As if the lives of records managers aren’t stressful enough – with the responsibilities for storing and maintaining hordes of information – the threat of facing discovery requests and other litigation may be enough to send them over the edge and into full-fledged panic.
Per the rules of discovery, you can be forced to dig up and unearth various forms of information – that can date back years – at a moment’s notice. So what will you do if an opposing party requests a piece of data that may be buried in backup tapes or stuffed in the back of a filing cabinet? How far would you go to get that file, document or email back in time to meet the deadlines set forth by the judge?
Hopefully, you’ve taken proactive information management measures so it never has to get to that point. How often is a state of panic the appropriate and most effective way to approach anything involving court or the law?
So long before you went and hired that medium to hold a séance in hopes of conjuring the information back from the other side, the better plan would have been to take a proactive approach to organizing and storing information. That’s something that too often slips through the cracks and is forgotten about until it’s too late, which most often becomes apparent the moment you begin digging for information.
Sending your records manager into the basement archive room with a flashlight certainly isn’t the best way to go about responding to a discovery request.
Half the battle of facing down the challenges of litigation is won long before a lawsuit, complaint or discovery request is filed. By preparing ahead of time, a company is more likely to come out of litigation with its reputation and integrity intact, while a records manager will be able to say the same of his or her sanity.
It starts with first knowing what types of information the company is sitting on. Conducting a thorough audit or investigation will allow a records manager to identify which information may be relevant to future litigation and thus be stored either offsite or within backup tapes for long-term posterity.
Digging even deeper, stored records should also be searchable so it’s easier to locate and produce them with the time comes. It’s important to keep in mind that finding stored records should require a magnifying glass, not an electron microscope.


THE PROBLEM: Your task is to write out the entire listing exactly, omitting its pictures.

SUPPLIED DATA:
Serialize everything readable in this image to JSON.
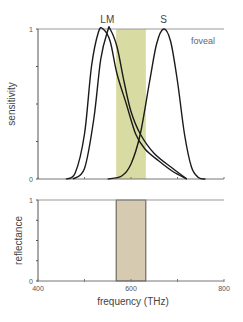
{
  "chart_data": [
    {
      "type": "line",
      "panel": "top",
      "ylabel": "sensitivity",
      "xlabel": "",
      "xlim": [
        400,
        800
      ],
      "ylim": [
        0,
        1
      ],
      "y_ticks": [
        0,
        0.25,
        0.5,
        0.75,
        1
      ],
      "y_tick_labels": [
        "0",
        "",
        "",
        "",
        "1"
      ],
      "x_ticks": [
        400,
        500,
        600,
        700,
        800
      ],
      "annotation": "foveal",
      "highlight_band": {
        "x_start": 568,
        "x_end": 632,
        "color": "#d9dca2"
      },
      "series": [
        {
          "name": "L",
          "peak": 540,
          "points": [
            [
              460,
              0
            ],
            [
              480,
              0.04
            ],
            [
              500,
              0.3
            ],
            [
              515,
              0.75
            ],
            [
              530,
              0.98
            ],
            [
              540,
              1
            ],
            [
              555,
              0.92
            ],
            [
              570,
              0.7
            ],
            [
              590,
              0.5
            ],
            [
              610,
              0.3
            ],
            [
              630,
              0.2
            ],
            [
              660,
              0.12
            ],
            [
              690,
              0.05
            ],
            [
              720,
              0
            ]
          ]
        },
        {
          "name": "M",
          "peak": 555,
          "points": [
            [
              475,
              0
            ],
            [
              500,
              0.07
            ],
            [
              520,
              0.4
            ],
            [
              535,
              0.8
            ],
            [
              550,
              0.99
            ],
            [
              555,
              1
            ],
            [
              570,
              0.88
            ],
            [
              585,
              0.65
            ],
            [
              600,
              0.45
            ],
            [
              620,
              0.3
            ],
            [
              650,
              0.17
            ],
            [
              690,
              0.07
            ],
            [
              720,
              0
            ]
          ]
        },
        {
          "name": "S",
          "peak": 670,
          "points": [
            [
              550,
              0
            ],
            [
              580,
              0.02
            ],
            [
              600,
              0.1
            ],
            [
              620,
              0.3
            ],
            [
              640,
              0.65
            ],
            [
              655,
              0.9
            ],
            [
              670,
              1
            ],
            [
              685,
              0.92
            ],
            [
              700,
              0.65
            ],
            [
              715,
              0.3
            ],
            [
              730,
              0.08
            ],
            [
              745,
              0.01
            ],
            [
              760,
              0
            ]
          ]
        }
      ]
    },
    {
      "type": "bar",
      "panel": "bottom",
      "ylabel": "reflectance",
      "xlabel": "frequency (THz)",
      "xlim": [
        400,
        800
      ],
      "ylim": [
        0,
        1
      ],
      "y_tick_labels": [
        "0",
        "",
        "",
        "",
        "1"
      ],
      "x_ticks": [
        400,
        500,
        600,
        700,
        800
      ],
      "x_tick_labels": [
        "400",
        "",
        "600",
        "",
        "800"
      ],
      "bar": {
        "x_start": 568,
        "x_end": 632,
        "value": 1,
        "color": "#d6cbb0"
      }
    }
  ]
}
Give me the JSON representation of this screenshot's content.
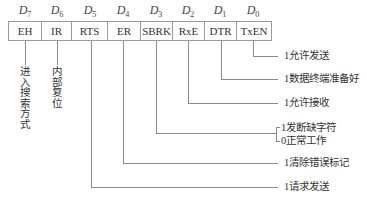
{
  "register": {
    "bits": [
      {
        "label": "D",
        "sub": "7",
        "name": "EH"
      },
      {
        "label": "D",
        "sub": "6",
        "name": "IR"
      },
      {
        "label": "D",
        "sub": "5",
        "name": "RTS"
      },
      {
        "label": "D",
        "sub": "4",
        "name": "ER"
      },
      {
        "label": "D",
        "sub": "3",
        "name": "SBRK"
      },
      {
        "label": "D",
        "sub": "2",
        "name": "RxE"
      },
      {
        "label": "D",
        "sub": "1",
        "name": "DTR"
      },
      {
        "label": "D",
        "sub": "0",
        "name": "TxEN"
      }
    ]
  },
  "annotations": {
    "eh": "进入搜索方式",
    "ir": "内部复位",
    "txen": "1允许发送",
    "dtr": "1数据终端准备好",
    "rxe": "1允许接收",
    "sbrk_1": "1发断缺字符",
    "sbrk_0": "0正常工作",
    "er": "1清除错误标记",
    "rts": "1请求发送"
  }
}
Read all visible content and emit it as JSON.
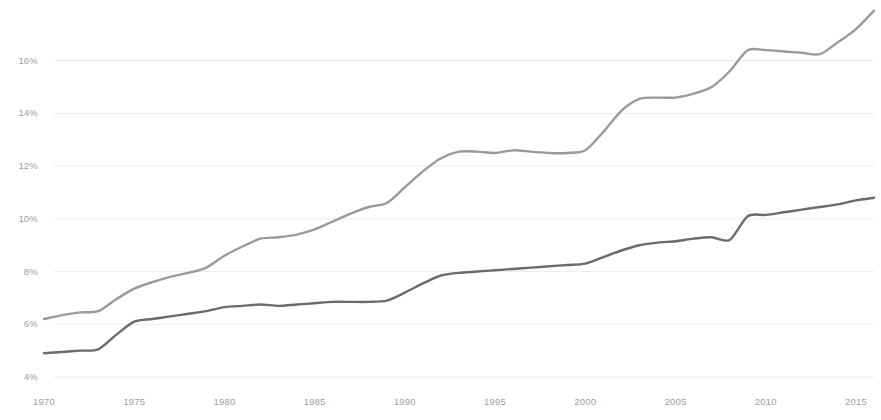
{
  "chart_data": {
    "type": "line",
    "title": "",
    "subtitle": "",
    "xlabel": "",
    "ylabel": "",
    "xlim": [
      1970,
      2016
    ],
    "ylim": [
      4,
      18
    ],
    "grid": true,
    "grid_axis": "y",
    "legend": "none",
    "y_tick_labels": [
      "16%",
      "14%",
      "12%",
      "10%",
      "8%",
      "6%",
      "4%"
    ],
    "y_ticks": [
      16,
      14,
      12,
      10,
      8,
      6,
      4
    ],
    "x_tick_labels": [
      "1970",
      "1975",
      "1980",
      "1985",
      "1990",
      "1995",
      "2000",
      "2005",
      "2010",
      "2015"
    ],
    "x_ticks": [
      1970,
      1975,
      1980,
      1985,
      1990,
      1995,
      2000,
      2005,
      2010,
      2015
    ],
    "x": [
      1970,
      1971,
      1972,
      1973,
      1974,
      1975,
      1976,
      1977,
      1978,
      1979,
      1980,
      1981,
      1982,
      1983,
      1984,
      1985,
      1986,
      1987,
      1988,
      1989,
      1990,
      1991,
      1992,
      1993,
      1994,
      1995,
      1996,
      1997,
      1998,
      1999,
      2000,
      2001,
      2002,
      2003,
      2004,
      2005,
      2006,
      2007,
      2008,
      2009,
      2010,
      2011,
      2012,
      2013,
      2014,
      2015,
      2016
    ],
    "series": [
      {
        "name": "upper-line",
        "color": "#9a9a9a",
        "line_width": 2.4,
        "values": [
          6.2,
          6.35,
          6.45,
          6.5,
          6.95,
          7.35,
          7.6,
          7.8,
          7.95,
          8.15,
          8.6,
          8.95,
          9.25,
          9.3,
          9.4,
          9.6,
          9.9,
          10.2,
          10.45,
          10.6,
          11.2,
          11.8,
          12.3,
          12.55,
          12.55,
          12.5,
          12.6,
          12.55,
          12.5,
          12.5,
          12.6,
          13.3,
          14.1,
          14.55,
          14.6,
          14.6,
          14.75,
          15.0,
          15.6,
          16.4,
          16.4,
          16.35,
          16.3,
          16.25,
          16.7,
          17.2,
          17.9
        ]
      },
      {
        "name": "lower-line",
        "color": "#6b6b6b",
        "line_width": 2.4,
        "values": [
          4.9,
          4.95,
          5.0,
          5.05,
          5.6,
          6.1,
          6.2,
          6.3,
          6.4,
          6.5,
          6.65,
          6.7,
          6.75,
          6.7,
          6.75,
          6.8,
          6.85,
          6.85,
          6.85,
          6.9,
          7.2,
          7.55,
          7.85,
          7.95,
          8.0,
          8.05,
          8.1,
          8.15,
          8.2,
          8.25,
          8.3,
          8.55,
          8.8,
          9.0,
          9.1,
          9.15,
          9.25,
          9.3,
          9.2,
          10.1,
          10.15,
          10.25,
          10.35,
          10.45,
          10.55,
          10.7,
          10.8
        ]
      }
    ]
  },
  "grid": {
    "color": "#ececec"
  },
  "axis": {
    "tick_color": "#9d9d9d"
  }
}
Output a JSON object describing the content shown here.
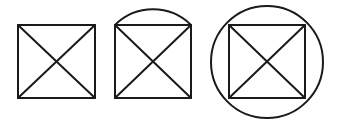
{
  "diagram": {
    "stroke_color": "#1a1a1a",
    "background": "#ffffff",
    "figures": [
      {
        "name": "square-with-diagonals",
        "square": {
          "x": 18,
          "y": 25,
          "w": 77,
          "h": 73
        }
      },
      {
        "name": "square-with-diagonals-and-arc",
        "square": {
          "x": 115,
          "y": 25,
          "w": 76,
          "h": 73
        },
        "arc_top_y": 7
      },
      {
        "name": "square-with-diagonals-in-circle",
        "square": {
          "x": 229,
          "y": 25,
          "w": 76,
          "h": 73
        },
        "circle": {
          "cx": 267,
          "cy": 62,
          "r": 56
        }
      }
    ]
  }
}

ANSWER SPACE:
Serialize everything readable in this image to JSON.
{
  "chart_data": [
    {
      "type": "line",
      "panel": "top",
      "ylabel": "sensitivity",
      "xlabel": "",
      "xlim": [
        400,
        800
      ],
      "ylim": [
        0,
        1
      ],
      "y_ticks": [
        0,
        0.25,
        0.5,
        0.75,
        1
      ],
      "y_tick_labels": [
        "0",
        "",
        "",
        "",
        "1"
      ],
      "x_ticks": [
        400,
        500,
        600,
        700,
        800
      ],
      "annotation": "foveal",
      "highlight_band": {
        "x_start": 568,
        "x_end": 632,
        "color": "#d9dca2"
      },
      "series": [
        {
          "name": "L",
          "peak": 540,
          "points": [
            [
              460,
              0
            ],
            [
              480,
              0.04
            ],
            [
              500,
              0.3
            ],
            [
              515,
              0.75
            ],
            [
              530,
              0.98
            ],
            [
              540,
              1
            ],
            [
              555,
              0.92
            ],
            [
              570,
              0.7
            ],
            [
              590,
              0.5
            ],
            [
              610,
              0.3
            ],
            [
              630,
              0.2
            ],
            [
              660,
              0.12
            ],
            [
              690,
              0.05
            ],
            [
              720,
              0
            ]
          ]
        },
        {
          "name": "M",
          "peak": 555,
          "points": [
            [
              475,
              0
            ],
            [
              500,
              0.07
            ],
            [
              520,
              0.4
            ],
            [
              535,
              0.8
            ],
            [
              550,
              0.99
            ],
            [
              555,
              1
            ],
            [
              570,
              0.88
            ],
            [
              585,
              0.65
            ],
            [
              600,
              0.45
            ],
            [
              620,
              0.3
            ],
            [
              650,
              0.17
            ],
            [
              690,
              0.07
            ],
            [
              720,
              0
            ]
          ]
        },
        {
          "name": "S",
          "peak": 670,
          "points": [
            [
              550,
              0
            ],
            [
              580,
              0.02
            ],
            [
              600,
              0.1
            ],
            [
              620,
              0.3
            ],
            [
              640,
              0.65
            ],
            [
              655,
              0.9
            ],
            [
              670,
              1
            ],
            [
              685,
              0.92
            ],
            [
              700,
              0.65
            ],
            [
              715,
              0.3
            ],
            [
              730,
              0.08
            ],
            [
              745,
              0.01
            ],
            [
              760,
              0
            ]
          ]
        }
      ]
    },
    {
      "type": "bar",
      "panel": "bottom",
      "ylabel": "reflectance",
      "xlabel": "frequency (THz)",
      "xlim": [
        400,
        800
      ],
      "ylim": [
        0,
        1
      ],
      "y_tick_labels": [
        "0",
        "",
        "",
        "",
        "1"
      ],
      "x_ticks": [
        400,
        500,
        600,
        700,
        800
      ],
      "x_tick_labels": [
        "400",
        "",
        "600",
        "",
        "800"
      ],
      "bar": {
        "x_start": 568,
        "x_end": 632,
        "value": 1,
        "color": "#d6cbb0"
      }
    }
  ]
}
Give me the JSON representation of this screenshot's content.
{
  "register": {
    "bits": [
      {
        "label": "D",
        "sub": "7",
        "name": "EH"
      },
      {
        "label": "D",
        "sub": "6",
        "name": "IR"
      },
      {
        "label": "D",
        "sub": "5",
        "name": "RTS"
      },
      {
        "label": "D",
        "sub": "4",
        "name": "ER"
      },
      {
        "label": "D",
        "sub": "3",
        "name": "SBRK"
      },
      {
        "label": "D",
        "sub": "2",
        "name": "RxE"
      },
      {
        "label": "D",
        "sub": "1",
        "name": "DTR"
      },
      {
        "label": "D",
        "sub": "0",
        "name": "TxEN"
      }
    ]
  },
  "annotations": {
    "eh": "进入搜索方式",
    "ir": "内部复位",
    "txen": "1允许发送",
    "dtr": "1数据终端准备好",
    "rxe": "1允许接收",
    "sbrk_1": "1发断缺字符",
    "sbrk_0": "0正常工作",
    "er": "1清除错误标记",
    "rts": "1请求发送"
  }
}
Read all visible content and emit it as JSON.
{
  "chart_data": {
    "type": "line",
    "title": "",
    "subtitle": "",
    "xlabel": "",
    "ylabel": "",
    "xlim": [
      1970,
      2016
    ],
    "ylim": [
      4,
      18
    ],
    "grid": true,
    "grid_axis": "y",
    "legend": "none",
    "y_tick_labels": [
      "16%",
      "14%",
      "12%",
      "10%",
      "8%",
      "6%",
      "4%"
    ],
    "y_ticks": [
      16,
      14,
      12,
      10,
      8,
      6,
      4
    ],
    "x_tick_labels": [
      "1970",
      "1975",
      "1980",
      "1985",
      "1990",
      "1995",
      "2000",
      "2005",
      "2010",
      "2015"
    ],
    "x_ticks": [
      1970,
      1975,
      1980,
      1985,
      1990,
      1995,
      2000,
      2005,
      2010,
      2015
    ],
    "x": [
      1970,
      1971,
      1972,
      1973,
      1974,
      1975,
      1976,
      1977,
      1978,
      1979,
      1980,
      1981,
      1982,
      1983,
      1984,
      1985,
      1986,
      1987,
      1988,
      1989,
      1990,
      1991,
      1992,
      1993,
      1994,
      1995,
      1996,
      1997,
      1998,
      1999,
      2000,
      2001,
      2002,
      2003,
      2004,
      2005,
      2006,
      2007,
      2008,
      2009,
      2010,
      2011,
      2012,
      2013,
      2014,
      2015,
      2016
    ],
    "series": [
      {
        "name": "upper-line",
        "color": "#9a9a9a",
        "line_width": 2.4,
        "values": [
          6.2,
          6.35,
          6.45,
          6.5,
          6.95,
          7.35,
          7.6,
          7.8,
          7.95,
          8.15,
          8.6,
          8.95,
          9.25,
          9.3,
          9.4,
          9.6,
          9.9,
          10.2,
          10.45,
          10.6,
          11.2,
          11.8,
          12.3,
          12.55,
          12.55,
          12.5,
          12.6,
          12.55,
          12.5,
          12.5,
          12.6,
          13.3,
          14.1,
          14.55,
          14.6,
          14.6,
          14.75,
          15.0,
          15.6,
          16.4,
          16.4,
          16.35,
          16.3,
          16.25,
          16.7,
          17.2,
          17.9
        ]
      },
      {
        "name": "lower-line",
        "color": "#6b6b6b",
        "line_width": 2.4,
        "values": [
          4.9,
          4.95,
          5.0,
          5.05,
          5.6,
          6.1,
          6.2,
          6.3,
          6.4,
          6.5,
          6.65,
          6.7,
          6.75,
          6.7,
          6.75,
          6.8,
          6.85,
          6.85,
          6.85,
          6.9,
          7.2,
          7.55,
          7.85,
          7.95,
          8.0,
          8.05,
          8.1,
          8.15,
          8.2,
          8.25,
          8.3,
          8.55,
          8.8,
          9.0,
          9.1,
          9.15,
          9.25,
          9.3,
          9.2,
          10.1,
          10.15,
          10.25,
          10.35,
          10.45,
          10.55,
          10.7,
          10.8
        ]
      }
    ]
  },
  "grid": {
    "color": "#ececec"
  },
  "axis": {
    "tick_color": "#9d9d9d"
  }
}
Output a JSON object describing the content shown here.
{
  "diagram": {
    "stroke_color": "#1a1a1a",
    "background": "#ffffff",
    "figures": [
      {
        "name": "square-with-diagonals",
        "square": {
          "x": 18,
          "y": 25,
          "w": 77,
          "h": 73
        }
      },
      {
        "name": "square-with-diagonals-and-arc",
        "square": {
          "x": 115,
          "y": 25,
          "w": 76,
          "h": 73
        },
        "arc_top_y": 7
      },
      {
        "name": "square-with-diagonals-in-circle",
        "square": {
          "x": 229,
          "y": 25,
          "w": 76,
          "h": 73
        },
        "circle": {
          "cx": 267,
          "cy": 62,
          "r": 56
        }
      }
    ]
  }
}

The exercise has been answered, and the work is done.